MGMT368 Columbia College HB Fuller Company Case Study Paper After reading Case 6.3 on page 300 in the text, answer the following question: What are H. B. F
MGMT368 Columbia College HB Fuller Company Case Study Paper After reading Case 6.3 on page 300 in the text, answer the following question: What are H. B. Fuller’s moral obligations in this case? What ideals, effects, and consequences are at stake? Have any moral rights been violated? What would a utilitarian recommend? A Kantian?Must be at least two pages, double-spaced, 12-point sans serif font, with 1 inch margins all around. Cite all sources MLA. Question:
After reading Case 6.3 on page 300 in the text, answer the
following question: What are H. B. Fuller’s moral obligations in
this case? What ideals, effects, and consequences are at stake?
Have any moral rights been violated? What would a utilitarian
recommend? A Kantian?
Text Info: PG. 300
Case 6.3
Sniffing Glue Could Snuff Profits
HARVEY BENJAMIN FULLER FOUNDED THE H. B. Fuller Company in 1887. Originally a one-man
wallpaper-paste shop, H. B. Fuller is now a leading manufacturer of industrial glues, coatings, and paints,
with operations worldwide. The company’s 10,000 varieties of glue hold together everything from cars
to cigarettes to disposable diapers. However, some of its customers don’t use Fuller’s glues in the way
they are intended to be used.
That’s particularly the case in Central America, where Fuller derives 27 percent of its profits and where
tens of thousands of homeless children sniff some sort of glue. Addicted to glue’s intoxicating but
dangerous fumes, these unfortunate children are called resistoleros after Fuller’s Resistol brand. Childwelfare advocates have urged the company to add a noxious oil to its glue to discourage abusers, but
the company has resisted, either because it might reduce the glue’s effectiveness or because it will
irritate legitimate users.111
Either way, the issue is irritating H. B. Fuller, which has been recognized by various awards, honors, and
socially conscious mutual funds as a company with a conscience. Fuller’s mission statement says that it
“will conduct business legally and ethically, support the activities of its employees in their communities
and be a responsible corporate citizen.” The St. Paul-based company gives 5 percent of its profits to
charity; it has committed itself to safe environmental practices worldwide (practices that are “often
more stringent than local government standards,” the company says); and it has even endowed a chair
in business ethics at the University of Minnesota. Now Fuller must contend with dissident stockholders
inside, and demonstrators outside, its annual meetings.
The glue-sniffing issue is not a new one. In 1969, the Testor Corporation added a noxious ingredient to
its hobby glue to discourage abuse, and in 1994 Henkel, a German chemical company that competes
with Fuller, stopped making certain toxic glues in Central America. However, Fuller seems to have been
singled out for criticism not only because its brand dominates Central America but also because—in the
eyes of its critics, anyway—the company has not lived up to its own good-citizen image. Timothy Smith,
executive director of the Interfaith Center for Corporate Responsibility, believes that companies with a
reputation as good corporate citizens are more vulnerable to attack. “But as I see it,” he says, “the
hazard is not in acting in a socially responsible way. The hazard is in over-marketing yourself as a saint.”
Saintly or not, the company has made matters worse for itself by its handling of the issue. H. B. Fuller’s
board of directors acknowledged that “illegal distribution was continuing” and that “a suitable
replacement product would not be available in the near future.” Accordingly, it voted to stop selling
Resistol adhesives in Central America. “We simply don’t believe it is the right decision to keep our
solvent product on the market,” a company spokesman said.
The Coalition on Resistoleros and other corporate gadflies were ecstatic, but their jubilation turned to
anger when they learned a few months later that Fuller had not in fact stopped selling Resistol in Central
America and did not intend to. True, Fuller no longer sold glue to retailers and small-scale users in
Honduras and Guatemala, but it continued to sell large tubs and barrels of it to industrial customers in
those countries and to a broader list of commercial and industrial users in neighboring countries.
The company says that it has not only restricted distribution but also taken other steps to stop the abuse
of its product. It has altered Resistol’s formula, replacing the sweet-smelling but highly toxic solvent
toluene with the slightly less toxic chemical cyclohexane. In addition, the company has tried—without
success, it says—to develop a nonintoxicating water-based glue, and it contributes to community
programs for homeless children in Central America. But the company’s critics disparage these actions as
mere image polishing. Bruce Harris, director of Latin American programs for Covenant House, a
nonprofit child-welfare advocate, asserts that Resistol is still readily available to children in Nicaragua
and El Salvador and, to a lesser extent, in Costa Rica. “If they are genuinely concerned about the
children,” he asks, “why haven’t they pulled out of all the countries—as their board mandated?”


◆ What is being asked ◆
Tally the lines of the listing that contain the string "strong". Give the number and nothing else.

◆ Entries provided ◆
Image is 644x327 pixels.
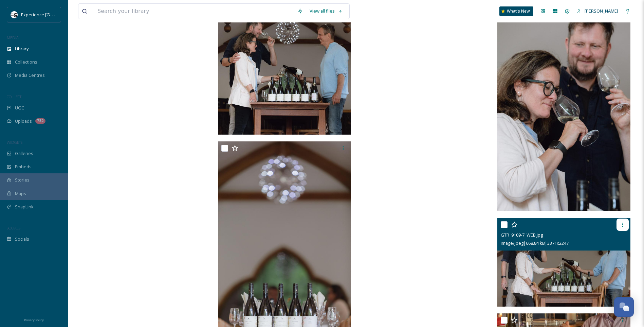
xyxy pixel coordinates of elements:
[500,240,569,246] span: image/jpeg | 668.84 kB | 3371 x 2247
[614,297,634,317] button: Open Chat
[573,5,621,17] a: [PERSON_NAME]
[500,232,543,238] span: GTR_9109-7_WEB.jpg
[584,8,618,14] span: [PERSON_NAME]
[7,94,21,99] span: COLLECT
[24,318,44,322] span: Privacy Policy
[7,35,19,40] span: MEDIA
[15,118,32,125] span: Uploads
[24,315,44,324] a: Privacy Policy
[35,118,46,123] div: 752
[7,140,23,145] span: WIDGETS
[7,226,20,230] span: SOCIALS
[15,164,32,170] span: Embeds
[21,11,88,17] span: Experience [GEOGRAPHIC_DATA]
[15,72,45,78] span: Media Centres
[15,190,26,197] span: Maps
[94,3,294,19] input: Search your library
[15,204,34,210] span: SnapLink
[306,5,346,17] a: View all files
[11,11,17,18] img: WSCC%20ES%20Socials%20Icon%20-%20Secondary%20-%20Black.jpg
[15,59,37,66] span: Collections
[15,105,24,111] span: UGC
[499,6,533,16] a: What's New
[15,150,33,157] span: Galleries
[15,177,30,183] span: Stories
[497,218,630,307] img: GTR_9109-7_WEB.jpg
[497,11,630,211] img: GTR_9134-11_WEB.jpg
[15,46,28,52] span: Library
[15,236,29,242] span: Socials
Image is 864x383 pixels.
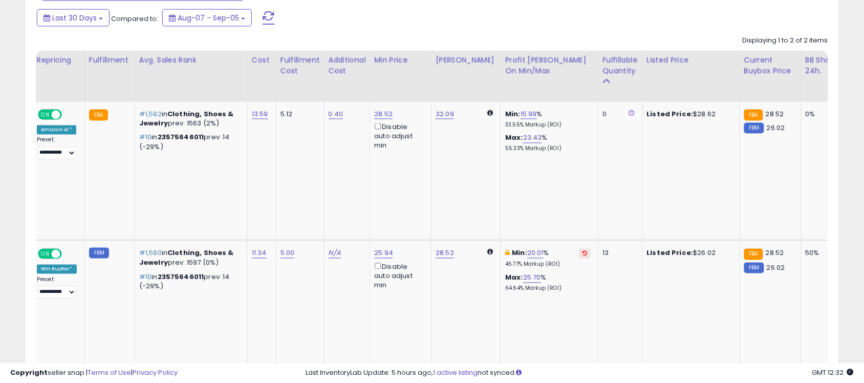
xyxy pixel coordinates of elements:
[765,109,784,119] span: 28.52
[37,9,109,27] button: Last 30 Days
[328,248,341,258] a: N/A
[435,109,454,119] a: 32.09
[742,36,828,46] div: Displaying 1 to 2 of 2 items
[505,285,590,292] p: 64.64% Markup (ROI)
[139,133,239,151] p: in prev: 14 (-29%)
[744,55,797,76] div: Current Buybox Price
[139,109,162,119] span: #1,592
[505,109,590,128] div: %
[139,109,234,128] span: Clothing, Shoes & Jewelry
[505,249,590,268] div: %
[766,123,785,133] span: 26.02
[133,367,178,377] a: Privacy Policy
[178,13,239,23] span: Aug-07 - Sep-05
[139,273,239,291] p: in prev: 14 (-29%)
[505,109,520,119] b: Min:
[139,272,151,282] span: #10
[89,109,108,121] small: FBA
[647,249,732,258] div: $26.02
[374,55,427,65] div: Min Price
[505,134,590,152] div: %
[111,14,158,24] span: Compared to:
[374,121,423,150] div: Disable auto adjust min
[647,109,732,119] div: $28.62
[744,109,763,121] small: FBA
[252,55,272,65] div: Cost
[158,272,204,282] span: 23575646011
[39,250,52,258] span: ON
[280,55,320,76] div: Fulfillment Cost
[602,249,634,258] div: 13
[374,261,423,290] div: Disable auto adjust min
[139,133,151,142] span: #10
[328,55,366,76] div: Additional Cost
[805,109,839,119] div: 0%
[520,109,537,119] a: 15.99
[87,367,131,377] a: Terms of Use
[805,55,843,76] div: BB Share 24h.
[744,262,764,273] small: FBM
[139,109,239,128] p: in prev: 1563 (2%)
[435,55,496,65] div: [PERSON_NAME]
[37,55,80,65] div: Repricing
[523,133,542,143] a: 23.43
[647,109,693,119] b: Listed Price:
[158,133,204,142] span: 23575646011
[37,265,77,274] div: Win BuyBox *
[52,13,97,23] span: Last 30 Days
[37,276,77,299] div: Preset:
[39,111,52,119] span: ON
[744,249,763,260] small: FBA
[512,248,527,258] b: Min:
[37,125,77,135] div: Amazon AI *
[523,273,541,283] a: 25.70
[602,109,634,119] div: 0
[252,109,268,119] a: 13.59
[374,109,392,119] a: 28.52
[10,368,178,378] div: seller snap | |
[505,261,590,268] p: 45.77% Markup (ROI)
[328,109,343,119] a: 0.40
[139,248,162,258] span: #1,590
[139,248,234,267] span: Clothing, Shoes & Jewelry
[280,109,316,119] div: 5.12
[10,367,48,377] strong: Copyright
[305,368,853,378] div: Last InventoryLab Update: 5 hours ago, not synced.
[60,111,77,119] span: OFF
[647,248,693,258] b: Listed Price:
[766,263,785,273] span: 26.02
[505,133,523,143] b: Max:
[527,248,543,258] a: 20.01
[744,123,764,134] small: FBM
[505,145,590,152] p: 55.33% Markup (ROI)
[505,55,593,76] div: Profit [PERSON_NAME] on Min/Max
[805,249,839,258] div: 50%
[139,55,243,65] div: Avg. Sales Rank
[812,367,853,377] span: 2025-10-7 12:32 GMT
[505,273,523,282] b: Max:
[374,248,393,258] a: 25.94
[280,248,295,258] a: 5.00
[501,51,598,102] th: The percentage added to the cost of goods (COGS) that forms the calculator for Min & Max prices.
[765,248,784,258] span: 28.52
[433,367,478,377] a: 1 active listing
[505,273,590,292] div: %
[37,137,77,160] div: Preset:
[139,249,239,267] p: in prev: 1597 (0%)
[89,55,130,65] div: Fulfillment
[602,55,637,76] div: Fulfillable Quantity
[252,248,267,258] a: 11.34
[505,121,590,128] p: 33.55% Markup (ROI)
[60,250,77,258] span: OFF
[162,9,252,27] button: Aug-07 - Sep-05
[435,248,454,258] a: 28.52
[647,55,735,65] div: Listed Price
[89,248,109,258] small: FBM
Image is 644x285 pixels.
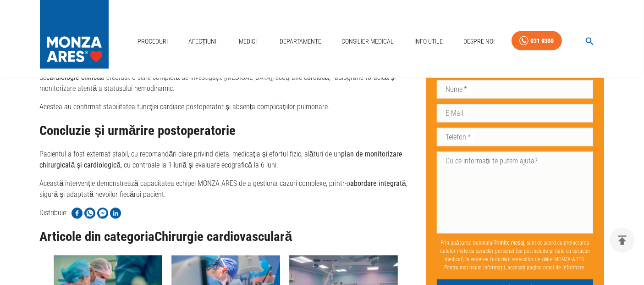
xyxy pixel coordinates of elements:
div: 031 9300 [530,35,555,47]
p: Pacientul a fost externat stabil, cu recomandări clare privind dieta, medicația și efortul fizic,... [40,149,412,171]
img: Share on LinkedIn [110,208,121,219]
strong: cardiologie clinică [47,74,101,82]
a: Despre Noi [459,32,499,51]
a: 031 9300 [512,31,562,51]
img: Share on Facebook Messenger [97,208,109,219]
img: Share on WhatsApp [84,208,95,219]
b: Trimite mesaj [494,239,525,246]
button: delete [610,227,635,252]
a: Medici [233,32,262,51]
p: Această intervenție demonstrează capacitatea echipei MONZA ARES de a gestiona cazuri complexe, pr... [40,179,412,201]
p: Distribuie: [40,208,68,219]
a: Departamente [276,32,325,51]
p: Acestea au confirmat stabilitatea funcției cardiace postoperator și absența complicațiilor pulmon... [40,102,412,113]
h2: Concluzie și urmărire postoperatorie [40,124,412,139]
a: Afecțiuni [185,32,221,51]
img: Share on Facebook [72,208,83,219]
strong: abordare integrată [350,180,406,188]
a: Proceduri [134,32,171,51]
a: Info Utile [411,32,447,51]
a: Consilier Medical [337,32,398,51]
h3: Articole din categoria Chirurgie cardiovasculară [40,230,412,245]
p: Prin apăsarea butonului , sunt de acord cu prelucrarea datelor mele cu caracter personal (ce pot ... [437,235,593,275]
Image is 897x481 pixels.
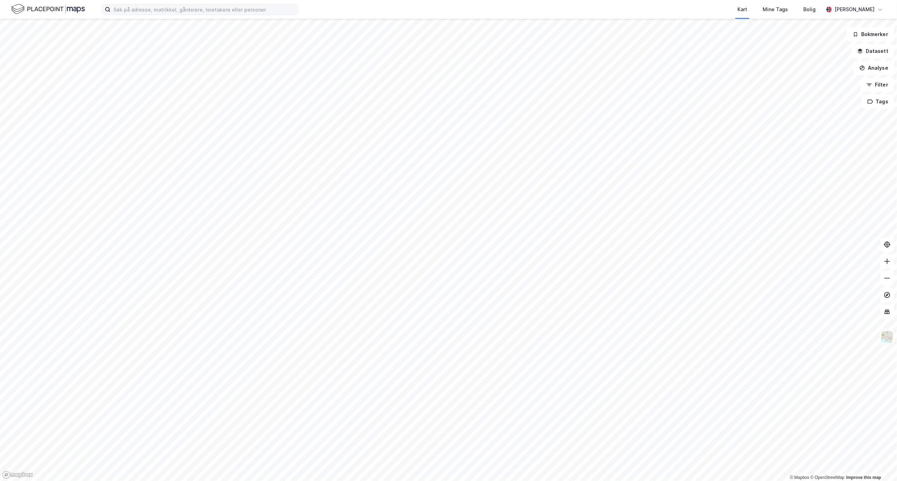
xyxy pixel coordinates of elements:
[803,5,815,14] div: Bolig
[11,3,85,15] img: logo.f888ab2527a4732fd821a326f86c7f29.svg
[2,471,33,479] a: Mapbox homepage
[834,5,874,14] div: [PERSON_NAME]
[862,448,897,481] iframe: Chat Widget
[762,5,788,14] div: Mine Tags
[851,44,894,58] button: Datasett
[846,476,881,480] a: Improve this map
[853,61,894,75] button: Analyse
[737,5,747,14] div: Kart
[862,448,897,481] div: Kontrollprogram for chat
[861,95,894,109] button: Tags
[790,476,809,480] a: Mapbox
[847,27,894,41] button: Bokmerker
[810,476,844,480] a: OpenStreetMap
[860,78,894,92] button: Filter
[110,4,298,15] input: Søk på adresse, matrikkel, gårdeiere, leietakere eller personer
[880,331,894,344] img: Z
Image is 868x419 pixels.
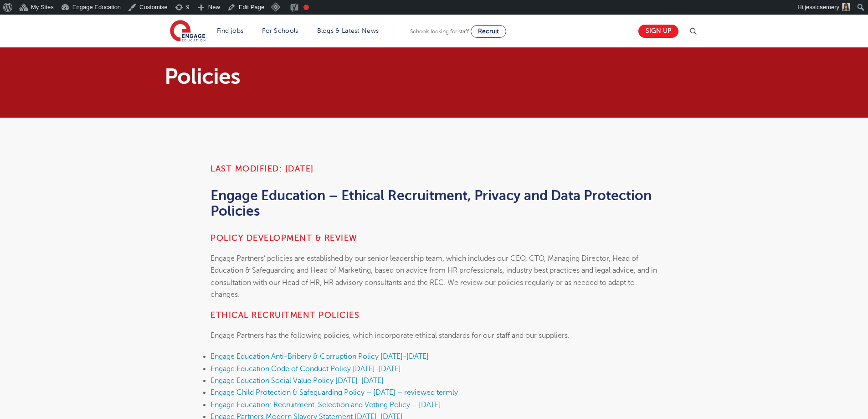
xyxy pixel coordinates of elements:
[210,400,441,408] a: Engage Education: Recruitment, Selection and Vetting Policy – [DATE]
[210,187,658,218] h2: Engage Education – Ethical Recruitment, Privacy and Data Protection Policies
[170,20,205,43] img: Engage Education
[217,28,244,34] a: Find jobs
[410,28,469,35] span: Schools looking for staff
[477,28,499,35] span: Recruit
[210,388,458,397] a: Engage Child Protection & Safeguarding Policy – [DATE] – reviewed termly
[210,352,429,360] a: Engage Education Anti-Bribery & Corruption Policy [DATE]-[DATE]
[210,329,658,341] p: Engage Partners has the following policies, which incorporate ethical standards for our staff and...
[210,164,314,173] strong: Last Modified: [DATE]
[638,25,678,38] a: Sign up
[210,311,359,320] strong: ETHICAL RECRUITMENT POLICIES
[210,365,401,373] a: Engage Education Code of Conduct Policy [DATE]-[DATE]
[804,4,839,11] span: jessicaemery
[164,66,519,88] h1: Policies
[210,252,658,300] p: Engage Partners’ policies are established by our senior leadership team, which includes our CEO, ...
[304,4,309,10] div: Needs improvement
[210,376,383,384] a: Engage Education Social Value Policy [DATE]-[DATE]
[210,233,358,242] strong: Policy development & review
[317,28,379,34] a: Blogs & Latest News
[262,28,298,34] a: For Schools
[470,25,506,38] a: Recruit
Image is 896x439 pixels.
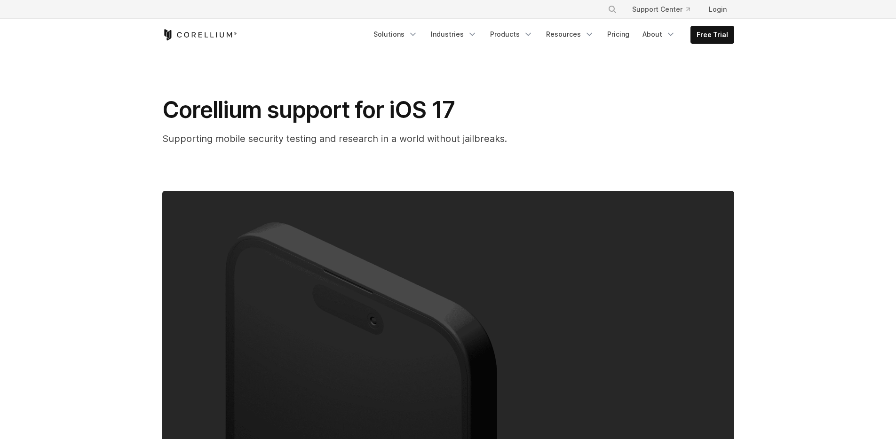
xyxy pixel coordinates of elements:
[425,26,483,43] a: Industries
[540,26,600,43] a: Resources
[604,1,621,18] button: Search
[691,26,734,43] a: Free Trial
[484,26,538,43] a: Products
[162,29,237,40] a: Corellium Home
[601,26,635,43] a: Pricing
[637,26,681,43] a: About
[596,1,734,18] div: Navigation Menu
[368,26,734,44] div: Navigation Menu
[701,1,734,18] a: Login
[625,1,697,18] a: Support Center
[162,96,455,124] span: Corellium support for iOS 17
[162,133,507,144] span: Supporting mobile security testing and research in a world without jailbreaks.
[368,26,423,43] a: Solutions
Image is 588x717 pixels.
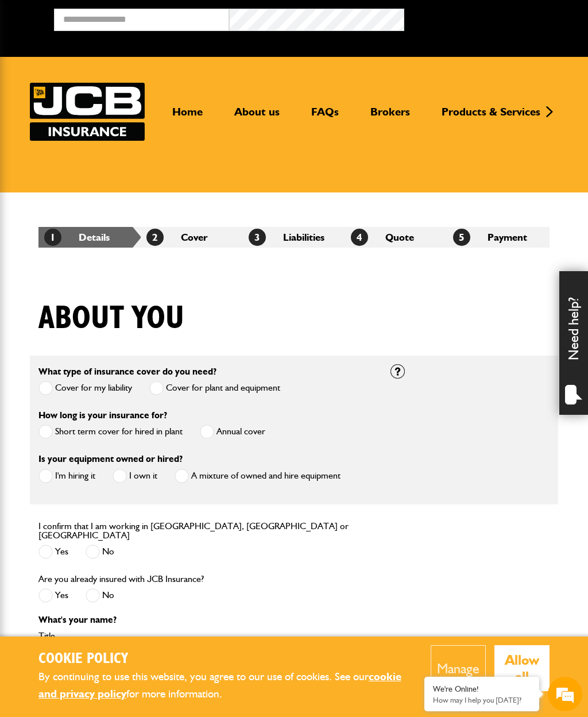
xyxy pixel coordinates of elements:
li: Details [39,227,141,247]
span: 3 [249,229,266,245]
label: What type of insurance cover do you need? [39,367,217,376]
label: Short term cover for hired in plant [39,424,183,439]
label: Yes [39,588,68,602]
label: Yes [39,545,68,559]
li: Cover [141,227,243,247]
li: Payment [447,227,550,247]
span: 1 [44,229,62,245]
button: Allow all [494,645,550,691]
p: By continuing to use this website, you agree to our use of cookies. See our for more information. [39,668,413,703]
label: Cover for plant and equipment [149,380,280,395]
a: About us [226,105,289,128]
a: JCB Insurance Services [30,83,145,141]
p: How may I help you today? [433,696,531,704]
button: Broker Login [404,8,580,26]
label: A mixture of owned and hire equipment [175,469,341,483]
label: Are you already insured with JCB Insurance? [39,574,204,584]
label: No [85,545,115,559]
div: We're Online! [433,684,531,694]
label: How long is your insurance for? [39,411,167,420]
a: Products & Services [433,105,549,128]
a: Brokers [362,105,418,128]
h1: About you [39,299,185,337]
p: What's your name? [39,615,374,624]
label: I own it [112,469,158,483]
h2: Cookie Policy [39,650,413,668]
li: Liabilities [243,227,345,247]
span: 2 [147,229,164,245]
label: No [85,588,115,602]
label: Is your equipment owned or hired? [39,455,183,464]
a: FAQs [303,105,348,128]
span: 5 [453,229,471,245]
label: I confirm that I am working in [GEOGRAPHIC_DATA], [GEOGRAPHIC_DATA] or [GEOGRAPHIC_DATA] [39,521,374,540]
label: Title [39,631,374,640]
span: 4 [351,229,368,245]
label: Cover for my liability [39,380,132,395]
li: Quote [345,227,447,247]
label: I'm hiring it [39,469,95,483]
a: Home [164,105,212,128]
div: Need help? [559,271,588,415]
img: JCB Insurance Services logo [30,83,145,141]
label: Annual cover [200,424,266,439]
button: Manage [431,645,486,691]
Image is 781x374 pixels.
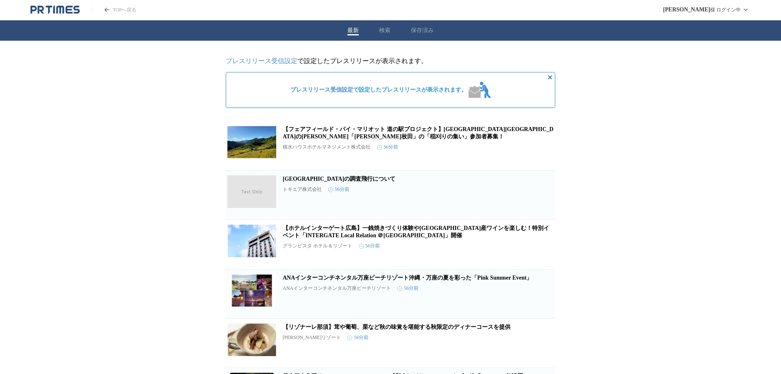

◆ Answer below ◆
6